Background
Wilmot was born in Drogheda, County Louth, to Edward and Martha Wilmot (née Moore). She was the eldest daughter of six daughters and three sons. Her father was the port surveyor in Drogheda, but has previously served as army captain in the 40th Regiment of Foot.
Career
He was transferred to a similar post in County Cork in 1775, where Wilmot was raised. The family settled in Glanmire, near the seat of the Earl of Mountcashell in Moore Park. Wilmot was friendly with Lady Mountcashell, formerly Margaret King, an early and eager pupil of Mary Wollstonecraft.
Her letters from the time survive, in France from November 1801 to October 1802, and in Italy until July 1803.
She also met the French diplomat and politician Charles Maurice de Talleyrand-Périgord, and the Irish republican Robert Emmet fleetingly.

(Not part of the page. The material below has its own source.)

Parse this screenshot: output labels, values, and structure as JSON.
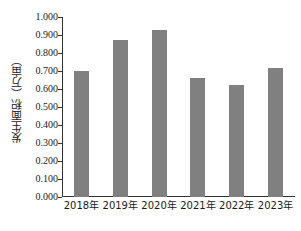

In Rome she recounts her meeting with the English aristocrat Frederick Augustus Hervey, and her audience with the Pope, Pius VII. Wilmot returned to London from Italy in October 1803, via Germany and Denmark, after England and France resumed hostilities.
Martha was living at the Princess"s estate in Troitskoe. Katherine Wilmot arrived on 4 August 1805, having set out from Cork on 5 June.

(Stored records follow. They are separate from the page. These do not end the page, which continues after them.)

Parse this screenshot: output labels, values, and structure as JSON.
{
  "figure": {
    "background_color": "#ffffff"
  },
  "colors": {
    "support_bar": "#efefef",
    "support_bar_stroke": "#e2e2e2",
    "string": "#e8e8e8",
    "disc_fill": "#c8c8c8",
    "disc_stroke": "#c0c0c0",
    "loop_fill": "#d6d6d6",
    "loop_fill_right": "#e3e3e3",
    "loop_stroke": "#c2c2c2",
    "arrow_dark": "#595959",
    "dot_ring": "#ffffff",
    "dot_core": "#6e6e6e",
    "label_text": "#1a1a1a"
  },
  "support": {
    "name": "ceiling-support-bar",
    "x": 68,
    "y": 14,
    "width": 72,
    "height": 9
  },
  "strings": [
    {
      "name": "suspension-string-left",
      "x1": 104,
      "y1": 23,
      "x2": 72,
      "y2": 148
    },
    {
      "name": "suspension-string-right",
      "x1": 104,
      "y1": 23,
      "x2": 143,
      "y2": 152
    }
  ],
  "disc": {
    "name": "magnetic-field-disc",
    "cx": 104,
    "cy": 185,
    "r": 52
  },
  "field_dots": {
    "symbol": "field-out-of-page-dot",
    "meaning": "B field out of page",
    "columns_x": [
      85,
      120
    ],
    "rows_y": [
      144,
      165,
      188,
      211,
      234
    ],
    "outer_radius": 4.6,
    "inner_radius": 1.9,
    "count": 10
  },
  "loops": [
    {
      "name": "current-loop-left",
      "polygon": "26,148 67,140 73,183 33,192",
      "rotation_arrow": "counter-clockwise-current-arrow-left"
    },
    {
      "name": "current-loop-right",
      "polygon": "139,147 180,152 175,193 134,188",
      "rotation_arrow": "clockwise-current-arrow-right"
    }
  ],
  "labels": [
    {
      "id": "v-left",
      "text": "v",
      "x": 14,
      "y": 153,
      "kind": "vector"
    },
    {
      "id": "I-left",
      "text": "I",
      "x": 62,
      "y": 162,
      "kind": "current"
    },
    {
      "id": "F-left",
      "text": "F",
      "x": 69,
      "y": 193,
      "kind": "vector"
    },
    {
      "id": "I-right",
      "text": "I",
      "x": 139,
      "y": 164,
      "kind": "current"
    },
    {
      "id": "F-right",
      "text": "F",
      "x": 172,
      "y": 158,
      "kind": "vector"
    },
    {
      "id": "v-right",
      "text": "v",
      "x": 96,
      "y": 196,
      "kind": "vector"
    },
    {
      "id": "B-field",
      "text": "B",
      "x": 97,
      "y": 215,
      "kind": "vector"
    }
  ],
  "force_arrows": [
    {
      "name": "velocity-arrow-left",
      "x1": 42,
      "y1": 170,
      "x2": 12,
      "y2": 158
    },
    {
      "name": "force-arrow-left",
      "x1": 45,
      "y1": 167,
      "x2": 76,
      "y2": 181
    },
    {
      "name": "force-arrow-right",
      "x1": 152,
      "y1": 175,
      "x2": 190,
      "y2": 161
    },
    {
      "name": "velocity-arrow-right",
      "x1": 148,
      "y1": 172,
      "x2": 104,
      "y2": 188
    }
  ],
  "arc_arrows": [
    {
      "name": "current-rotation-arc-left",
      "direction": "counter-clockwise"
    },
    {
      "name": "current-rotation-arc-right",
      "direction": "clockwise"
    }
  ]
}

Wilmot"s writings from this time record the Russian aristocracy"s opulence and attitudes to the servile classes.
The sisters came to know the customs the Russian elite, as well as the festivals and religious rites of the country people. Wilmot left Moscow on 4 July 1807, a combination of passport problems, wars and storms at sea, resulted in delays and in her reaching Yarmouth on 7 September 1807, and returning to Ireland in October 1807. Wilmot moved to France, Moulins, to live in a warmer, drier climate than Ireland.
Her health declined when she moved to Paris, dying there 28 March 1824.
A portrait of Wilmot which was painted in Russia by an unknown artist is known to have been in the possession of Janet Adam, Wilmot"s great-great-great-grand-niece, in 1992.